The Copyright Balance

by Patrick Appel

David Post reignites the debate:

It’s not just that copyright protection lasts absurdly long, still protecting recordings made more than seventy years ago; it’s that copyright, inherently, operates to the detriment of the public when applied in retrospect, to works that have already been created. Lester Young, alas, can no longer be incentivized to produce these performances — they’ve already been created. We won’t get any more brilliant performances by Teddy Wilson if we protect these works. All we — the public — get from applying copyright here is a restriction on our ability to encounter magnificent works of art. Now of course, copyright is only ever applied in retrospect, and if we always ignored it when applied to already-existing works it would cease to exist, and would therefore no longer serve its incentivizing function prospectively.
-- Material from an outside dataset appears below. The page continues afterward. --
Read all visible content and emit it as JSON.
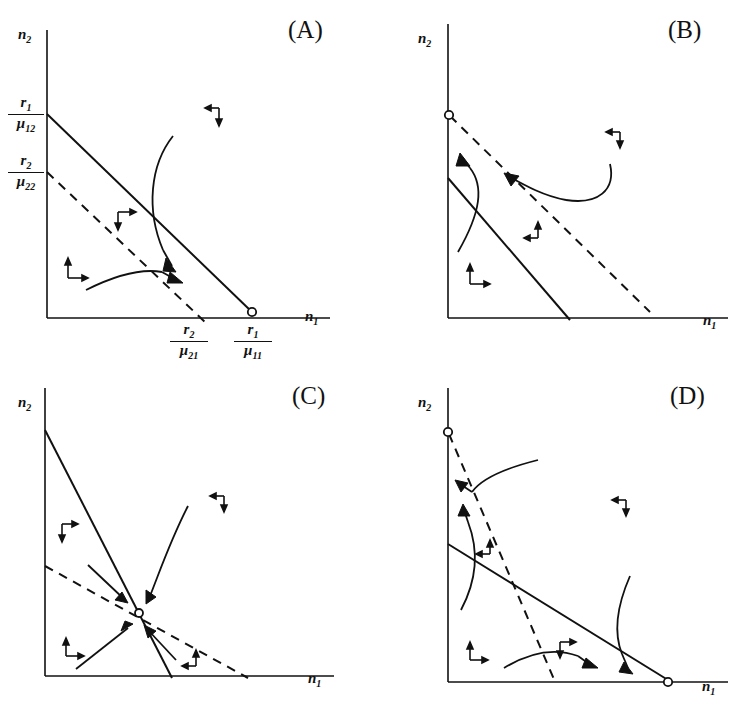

And there’s your copyright balance; what we seek is a way to give creators enough of an incentive to create, but not too much, because too much gives us, the public, too much of an impediment to actually enjoying the works that have already been created.

The Free Market Of Speech

by Chris Bodenner

Linda Holmes gives Dr. Laura and Palin an introductory civics lesson:

[T]he First Amendment doesn't guarantee that speaking your mind will have no economic consequences. Proclaiming that those without thick skins probably shouldn't marry outside their race is always going to be, let us say, commercially risky if you're aiming for a broad audience — or if your sponsors are. General Motors and Motel 6 both reportedly pulled their sponsorship over the flap, prior to Schlessinger's decision to leave her show. But whether that's the right thing to do or the wrong thing to do, it doesn't implicate the government; it implicates the profit motive.

In fact, the organization of a boycott is itself the exercise of First Amendment rights — GLAAD, or the American Family Association, or Sarah Palin, or Laura Schlessinger, anyone can publicly advocate for an end to the economic support of someone else's speech. If you want, you can boycott them back — "Okay, if GLAAD is boycotting Laura Schlessinger, then I'm boycotting anybody who donates to GLAAD." It becomes reductive and unhelpful at some point, and it may or may not be justified, and one side or the other may be substantively right or wrong — but all of it, from every angle and every political position, is consistent with the idea of free expression.

Because the "free" in that concept means "free from government interference," not "free from consequences."